Historians can trace human history through the patterns of different cultures in textiles, stone or architecture – just as biologists can track the vast history of the natural world through textures and patterns in trees, fossils or even on a frog’s back.
Historic or futuristic, natural or manmade – all textures and patterns are both decorative and purposeful in conveying meaning.
Texture often falls into the background as we’re perceiving a design or object, but it’s integral in conveying a sense of quality, tone and purpose. A smooth plastic conveys something different to a machined aluminium surface of an iPhone, for example.
In the design arena, textures and patterns can be brought in as recurring visual elements that add a richness and depth to a design, and communicate a theme in combination with colours, shapes and typography.
I developed this abstract pattern as a visual element for use in TMP materials. It symbolises a transition from chaos to structure, organisation, and routine. It’s subtle, and doesn’t interfere with other elements – but it enriches designs with a little extra depth, and becomes a recurring motif that unifies our designs.
A pattern can be colourful or monochromatic, simple or complex, it’s just important that it supports your brand, is reusable and timeless (won’t become stale when used repeatedly), and is versatile enough to be used on big and small screens alike.
Your ‘brand’ is just an idea in your audience’s head. You help shape that through your actions, the words you choose and the visuals you use to present yourself.
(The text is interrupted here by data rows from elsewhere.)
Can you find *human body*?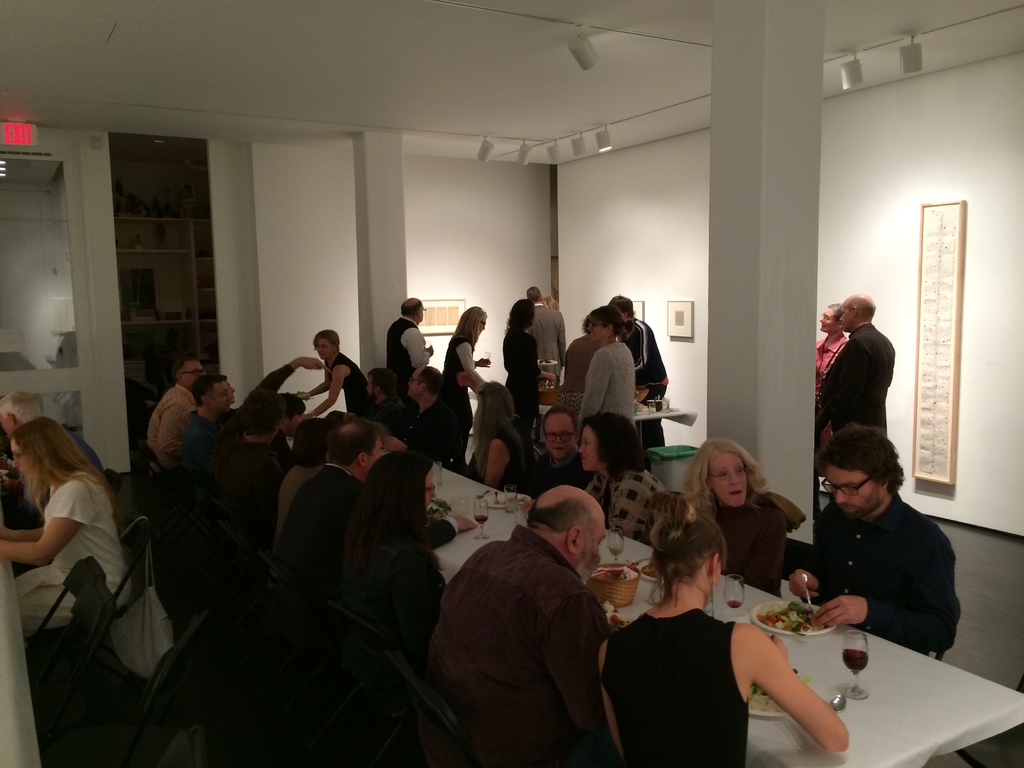
Yes, bounding box: left=468, top=413, right=533, bottom=494.
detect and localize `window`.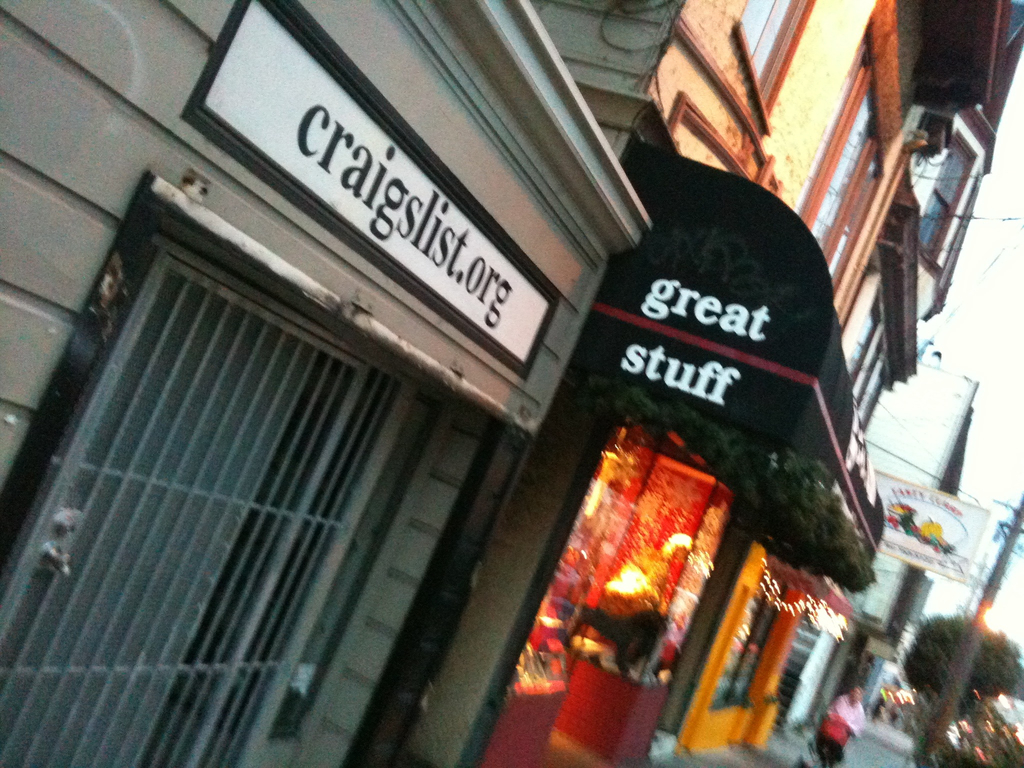
Localized at locate(739, 0, 792, 88).
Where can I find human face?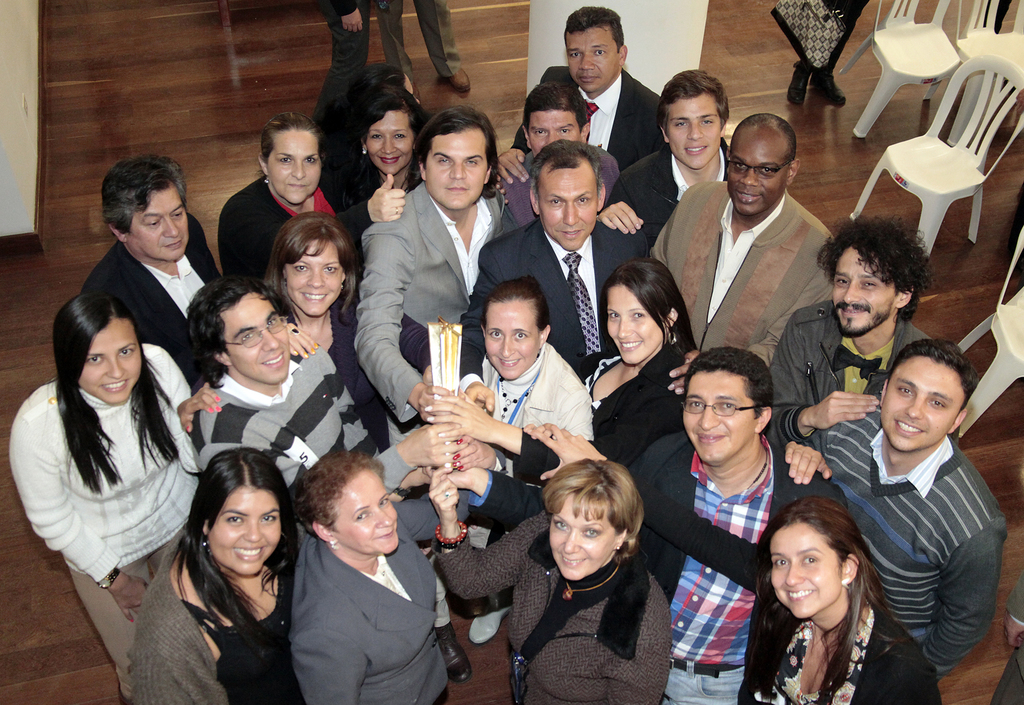
You can find it at (209,487,282,573).
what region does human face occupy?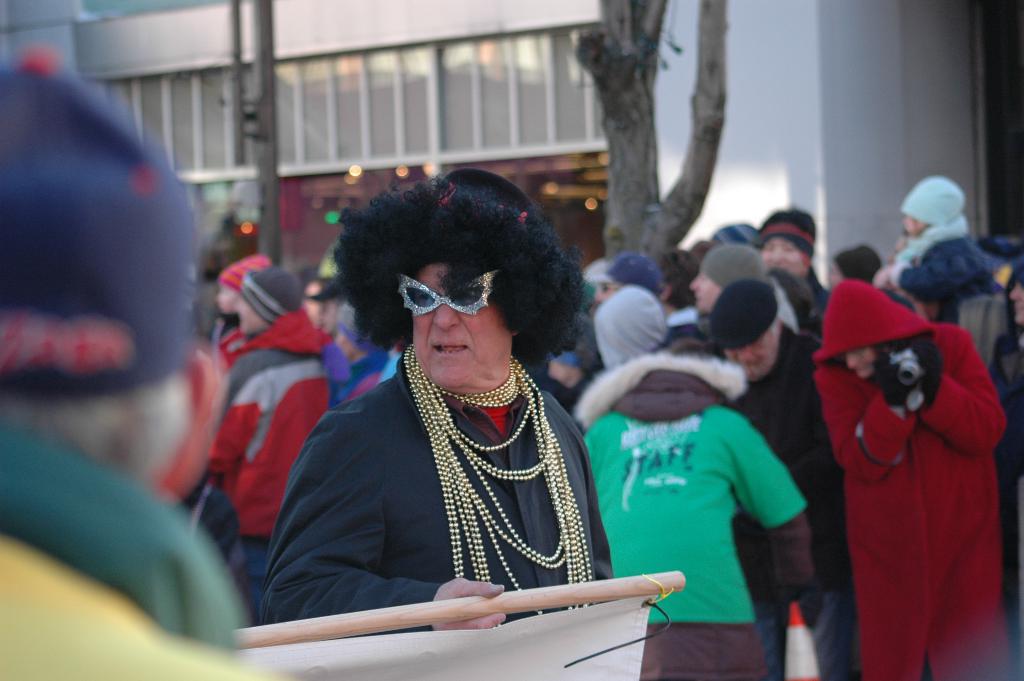
pyautogui.locateOnScreen(692, 273, 723, 313).
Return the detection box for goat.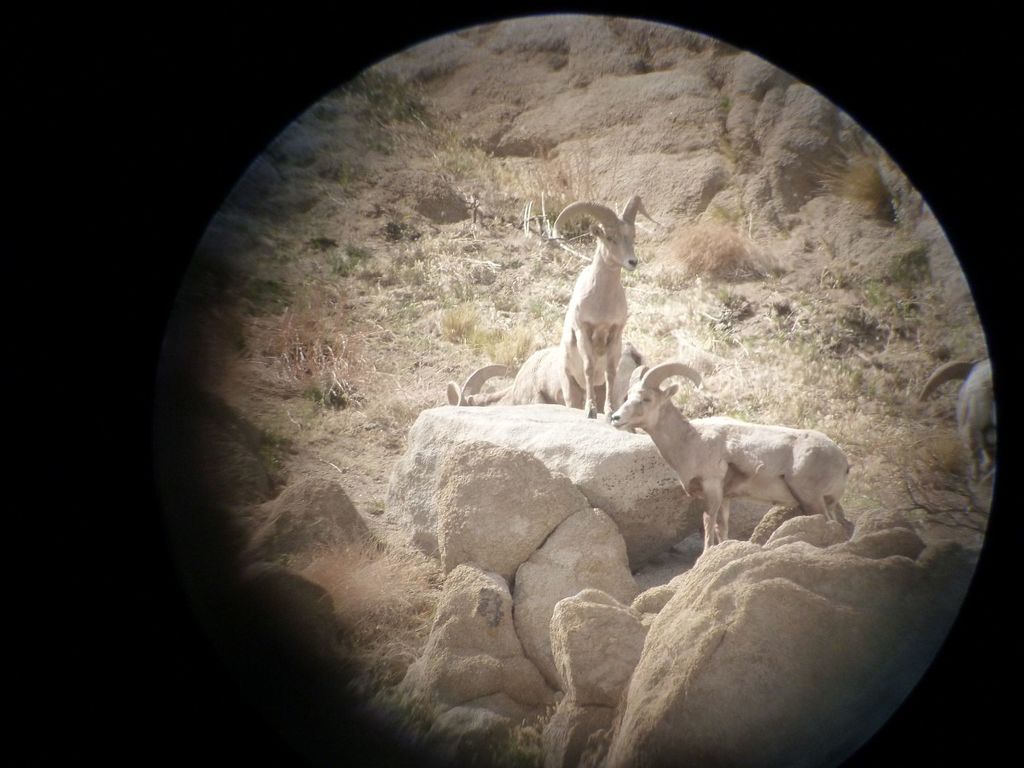
pyautogui.locateOnScreen(556, 195, 658, 408).
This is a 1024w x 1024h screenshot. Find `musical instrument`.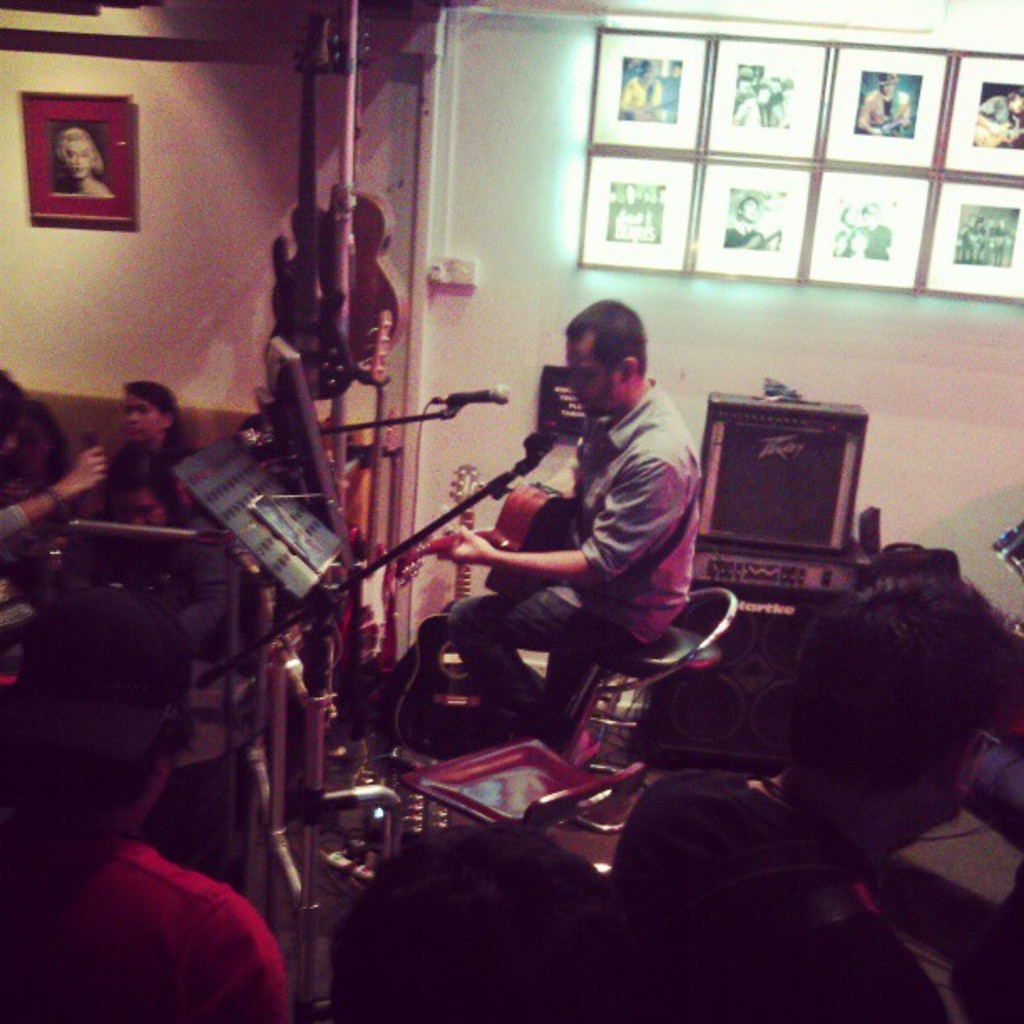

Through these elements you convey a series of associations to your audience: what you stand for, how you do business, your brand’s attitude and outlook on the world. Strike the right tone and you’ll resonate with your target audience – whether that’s corporate professionals, tradespeople, public servants or anything in-between.
The colours you choose, the textures and patterns that carry those colours, and the shapes that contain them, all play their part in conveying to your audience what you’re all about.
Use my tips above to make sure you’re always getting their right impression across – whether your audience realises it or not!